After completing his general education in Basra, Yacoub Al-Bahussain continued his study in Egypt. He graduated from the College of Sharia in Al-Azhar University in Cairo in 1951 and returned to Iraq. He was appointed a high school teacher and eventually a Director of the Teachers’ Institute in Basra before going back to Al-Azhar for postgraduate studies. In 1966, he obtained a post-graduate diploma in the history of Islamic jurisprudence from Al-Azhar and became a lecturer at the College of Law and Economics in Basra University. In 1972, he obtained another post-graduate diploma in Arabic Language and Literature from the Arab League’s Institute of Arabic Studies and a Ph.D. from the College of Sharia in Al-Azhar University. For the following nine years, he taught at the College of Arts in Basra University, and became a Chairman of the Department of Arabic and an Acting Dean of the College, then moved to Saudi Arabia, where he served for more than twenty five years as a professor at the College of Sharia in Imam Muhammad Bin Saud Islamic University in Riyadh. He was a Professor Emeritus at that University, and a Member of the Commission of Senior Religious Scholars in Saudi Arabia.

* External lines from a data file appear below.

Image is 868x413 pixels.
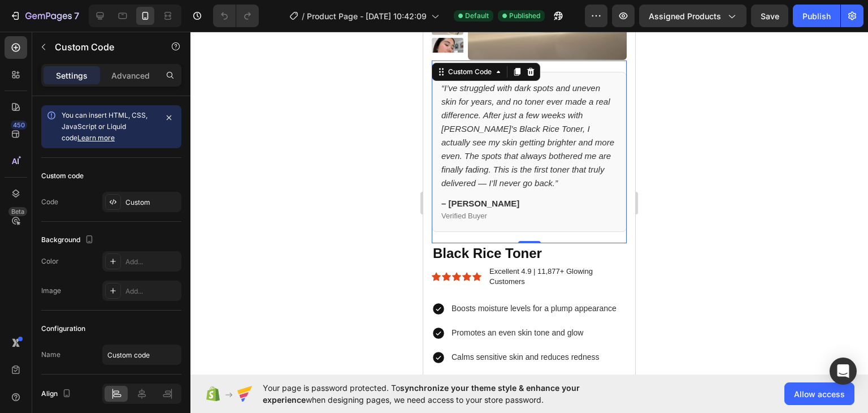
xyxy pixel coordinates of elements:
[41,349,60,360] div: Name
[126,197,179,207] div: Custom
[41,197,58,207] div: Code
[126,257,179,267] div: Add...
[126,286,179,296] div: Add...
[760,11,779,21] span: Save
[509,11,540,21] span: Published
[41,386,74,402] div: Align
[793,4,840,27] button: Publish
[751,4,788,27] button: Save
[423,32,635,374] iframe: Design area
[11,121,27,129] div: 450
[784,382,855,404] button: Allow access
[41,324,85,334] div: Configuration
[41,285,61,296] div: Image
[77,133,115,142] a: Learn more
[56,70,87,82] p: Settings
[262,382,624,405] span: Your page is password protected. To when designing pages, we need access to your store password.
[41,171,84,181] div: Custom code
[830,358,857,385] div: Open Intercom Messenger
[649,10,721,22] span: Assigned Products
[41,256,59,266] div: Color
[9,207,27,216] div: Beta
[74,9,79,23] p: 7
[794,388,845,400] span: Allow access
[802,10,830,22] div: Publish
[55,40,151,54] p: Custom Code
[213,4,259,27] div: Undo/Redo
[62,111,148,142] span: You can insert HTML, CSS, JavaScript or Liquid code
[307,10,427,22] span: Product Page - [DATE] 10:42:09
[465,11,489,21] span: Default
[41,232,96,248] div: Background
[301,10,304,22] span: /
[111,70,150,82] p: Advanced
[639,4,746,27] button: Assigned Products
[262,382,579,404] span: synchronize your theme style & enhance your experience
[4,4,84,27] button: 7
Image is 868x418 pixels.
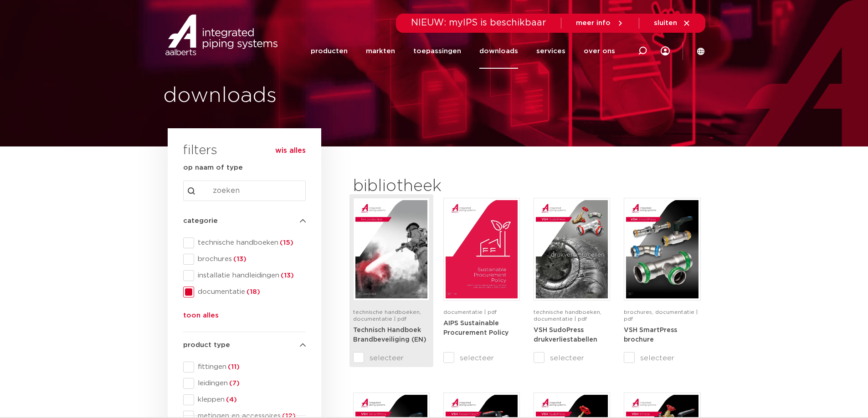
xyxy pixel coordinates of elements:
[194,239,306,247] span: technische handboeken
[183,362,306,373] div: fittingen(11)
[535,200,608,298] img: VSH-SudoPress_A4PLT_5007706_2024-2.0_NL-pdf.jpg
[194,363,306,372] span: fittingen
[623,327,677,344] strong: VSH SmartPress brochure
[183,140,217,162] h3: filters
[353,176,515,198] h2: bibliotheek
[275,146,306,155] button: wis alles
[183,237,306,249] div: technische handboeken(15)
[654,19,691,28] a: sluiten
[183,395,306,405] div: kleppen(4)
[353,327,426,344] a: Technisch Handboek Brandbeveiliging (EN)
[311,34,615,69] nav: Menu
[226,363,240,371] span: (11)
[623,310,697,322] span: brochures, documentatie | pdf
[232,256,246,263] span: (13)
[366,34,395,69] a: markten
[183,254,306,265] div: brochures(13)
[626,200,698,298] img: VSH-SmartPress_A4Brochure-5008016-2023_2.0_NL-pdf.jpg
[194,288,306,297] span: documentatie
[194,271,306,281] span: installatie handleidingen
[443,320,508,337] a: AIPS Sustainable Procurement Policy
[278,239,294,246] span: (15)
[413,34,461,69] a: toepassingen
[279,272,294,279] span: (13)
[194,395,306,405] span: kleppen
[576,19,624,28] a: meer info
[353,353,430,363] label: selecteer
[194,255,306,264] span: brochures
[183,378,306,389] div: leidingen(7)
[536,34,565,69] a: services
[163,81,430,111] h1: downloads
[194,379,306,388] span: leidingen
[443,310,496,315] span: documentatie | pdf
[183,164,243,171] strong: op naam of type
[225,396,237,403] span: (4)
[311,34,347,69] a: producten
[443,353,520,363] label: selecteer
[183,340,306,351] h4: product type
[245,288,260,295] span: (18)
[411,18,546,28] span: NIEUW: myIPS is beschikbaar
[533,353,610,363] label: selecteer
[584,34,615,69] a: over ons
[623,353,700,363] label: selecteer
[533,327,597,344] strong: VSH SudoPress drukverliestabellen
[660,41,669,61] div: my IPS
[445,200,518,298] img: Aips_A4Sustainable-Procurement-Policy_5011446_EN-pdf.jpg
[353,327,426,344] strong: Technisch Handboek Brandbeveiliging (EN)
[533,327,597,344] a: VSH SudoPress drukverliestabellen
[654,20,677,26] span: sluiten
[183,310,218,325] button: toon alles
[533,310,601,322] span: technische handboeken, documentatie | pdf
[479,34,518,69] a: downloads
[355,200,427,298] img: FireProtection_A4TM_5007915_2025_2.0_EN-pdf.jpg
[183,287,306,298] div: documentatie(18)
[576,20,611,26] span: meer info
[183,215,306,227] h4: categorie
[353,310,421,322] span: technische handboeken, documentatie | pdf
[228,380,240,387] span: (7)
[623,327,677,344] a: VSH SmartPress brochure
[183,271,306,281] div: installatie handleidingen(13)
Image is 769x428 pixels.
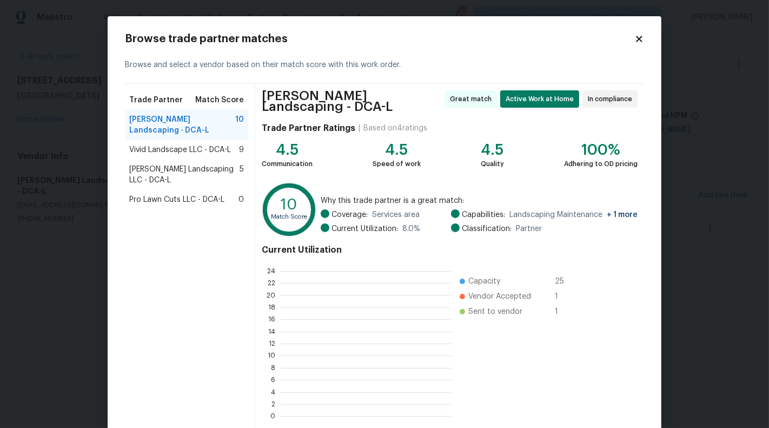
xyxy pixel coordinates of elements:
h2: Browse trade partner matches [125,34,635,44]
span: [PERSON_NAME] Landscaping - DCA-L [129,114,235,136]
span: [PERSON_NAME] Landscaping - DCA-L [262,90,442,112]
div: Communication [262,159,313,169]
span: Classification: [462,223,512,234]
span: 5 [240,164,244,186]
div: 100% [564,144,638,155]
span: 1 [555,306,572,317]
text: 8 [271,365,275,371]
div: Based on 4 ratings [364,123,427,134]
span: [PERSON_NAME] Landscaping LLC - DCA-L [129,164,240,186]
div: Speed of work [373,159,421,169]
div: Quality [481,159,504,169]
h4: Current Utilization [262,245,638,255]
div: 4.5 [262,144,313,155]
text: 20 [267,292,275,299]
text: 18 [268,304,275,311]
span: Current Utilization: [332,223,398,234]
text: 12 [269,340,275,347]
span: Sent to vendor [469,306,523,317]
span: + 1 more [607,211,638,219]
span: Landscaping Maintenance [510,209,638,220]
text: 22 [268,280,275,286]
div: 4.5 [481,144,504,155]
span: Active Work at Home [506,94,578,104]
div: 4.5 [373,144,421,155]
div: | [355,123,364,134]
span: Partner [516,223,542,234]
span: Services area [372,209,420,220]
text: 14 [268,328,275,335]
text: 10 [281,197,298,213]
span: Trade Partner [129,95,183,106]
span: 0 [239,194,244,205]
span: Coverage: [332,209,368,220]
text: 16 [268,317,275,323]
h4: Trade Partner Ratings [262,123,355,134]
span: In compliance [588,94,637,104]
span: Capabilities: [462,209,505,220]
span: 10 [235,114,244,136]
text: 0 [271,413,275,420]
span: 9 [239,144,244,155]
span: Great match [450,94,496,104]
span: 1 [555,291,572,302]
div: Adhering to OD pricing [564,159,638,169]
span: 25 [555,276,572,287]
text: Match Score [271,214,307,220]
span: Pro Lawn Cuts LLC - DCA-L [129,194,225,205]
text: 6 [271,377,275,384]
div: Browse and select a vendor based on their match score with this work order. [125,47,644,84]
text: 4 [271,389,275,396]
text: 24 [267,268,275,274]
span: Why this trade partner is a great match: [321,195,638,206]
text: 10 [268,353,275,359]
text: 2 [272,401,275,407]
span: Vendor Accepted [469,291,531,302]
span: Match Score [195,95,244,106]
span: Vivid Landscape LLC - DCA-L [129,144,231,155]
span: Capacity [469,276,500,287]
span: 8.0 % [403,223,420,234]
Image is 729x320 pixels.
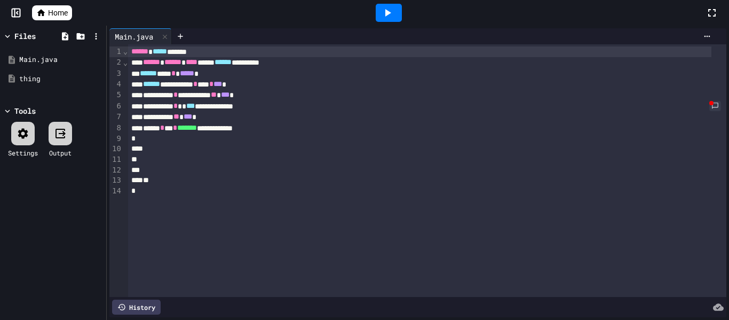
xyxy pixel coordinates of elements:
div: 9 [109,133,123,144]
div: thing [19,74,102,84]
div: 10 [109,144,123,154]
span: Home [48,7,68,18]
div: 6 [109,101,123,112]
div: 11 [109,154,123,165]
span: Fold line [123,58,128,67]
div: 3 [109,68,123,79]
div: 4 [109,79,123,90]
div: Tools [14,105,36,116]
div: 12 [109,165,123,176]
a: Home [32,5,72,20]
div: Settings [8,148,38,157]
div: Files [14,30,36,42]
div: Main.java [109,31,158,42]
div: History [112,299,161,314]
div: 13 [109,175,123,186]
div: Main.java [19,54,102,65]
div: 8 [109,123,123,133]
div: 1 [109,46,123,57]
div: 5 [109,90,123,100]
div: Main.java [109,28,172,44]
div: 7 [109,112,123,122]
div: 2 [109,57,123,68]
div: 14 [109,186,123,196]
span: Fold line [123,47,128,55]
div: Output [49,148,72,157]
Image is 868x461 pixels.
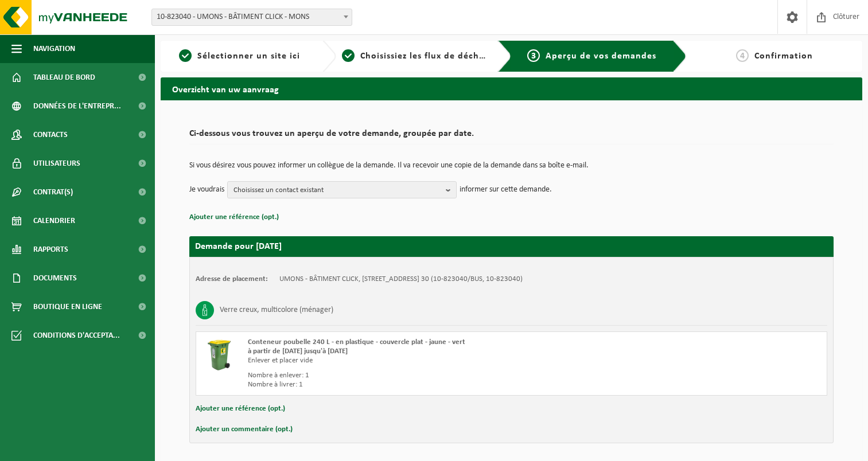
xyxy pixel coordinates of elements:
span: Choisissiez les flux de déchets et récipients [360,51,551,60]
span: Calendrier [33,206,75,235]
span: Choisissez un contact existant [234,182,441,199]
span: 1 [179,49,192,62]
strong: à partir de [DATE] jusqu'à [DATE] [248,347,347,355]
button: Ajouter un commentaire (opt.) [196,422,293,437]
span: Données de l'entrepr... [33,92,121,120]
span: 2 [342,49,355,62]
h2: Overzicht van uw aanvraag [161,77,862,99]
div: Nombre à livrer: 1 [248,380,558,389]
p: Je voudrais [189,181,224,198]
span: 4 [736,49,749,62]
div: Enlever et placer vide [248,356,558,365]
span: Rapports [33,235,68,264]
span: Contacts [33,120,68,149]
h3: Verre creux, multicolore (ménager) [220,301,333,319]
h2: Ci-dessous vous trouvez un aperçu de votre demande, groupée par date. [189,129,834,144]
span: Utilisateurs [33,149,80,178]
td: UMONS - BÂTIMENT CLICK, [STREET_ADDRESS] 30 (10-823040/BUS, 10-823040) [279,274,522,283]
div: Nombre à enlever: 1 [248,371,558,380]
a: 2Choisissiez les flux de déchets et récipients [342,49,489,63]
span: Tableau de bord [33,63,95,92]
span: Boutique en ligne [33,293,102,321]
strong: Adresse de placement: [196,275,268,283]
button: Ajouter une référence (opt.) [196,401,285,416]
span: Sélectionner un site ici [197,51,300,60]
span: Aperçu de vos demandes [546,51,657,60]
span: Documents [33,264,77,293]
strong: Demande pour [DATE] [195,242,282,251]
span: Conteneur poubelle 240 L - en plastique - couvercle plat - jaune - vert [248,338,465,346]
span: Conditions d'accepta... [33,321,120,350]
span: Navigation [33,34,75,63]
img: WB-0240-HPE-GN-50.png [202,337,236,372]
span: 3 [527,49,540,62]
p: informer sur cette demande. [459,181,552,198]
span: 10-823040 - UMONS - BÂTIMENT CLICK - MONS [152,8,352,26]
p: Si vous désirez vous pouvez informer un collègue de la demande. Il va recevoir une copie de la de... [189,162,834,170]
span: 10-823040 - UMONS - BÂTIMENT CLICK - MONS [152,9,352,25]
button: Ajouter une référence (opt.) [189,210,279,225]
span: Confirmation [755,51,813,60]
button: Choisissez un contact existant [227,181,457,198]
a: 1Sélectionner un site ici [167,49,313,63]
span: Contrat(s) [33,178,73,206]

Professor Al-Bahussain’s diverse teaching and research experience spans more than 50 years and deals with more than one area of expertise. Some of his most significant contributions have been in the field of Islamic jurisprudence, an area in which he wrote several important books and research papers explaining, authenticating and analyzing the principles and maxims on which Islamic jurisprudence is based.
This biography was written in the year the prize was awarded.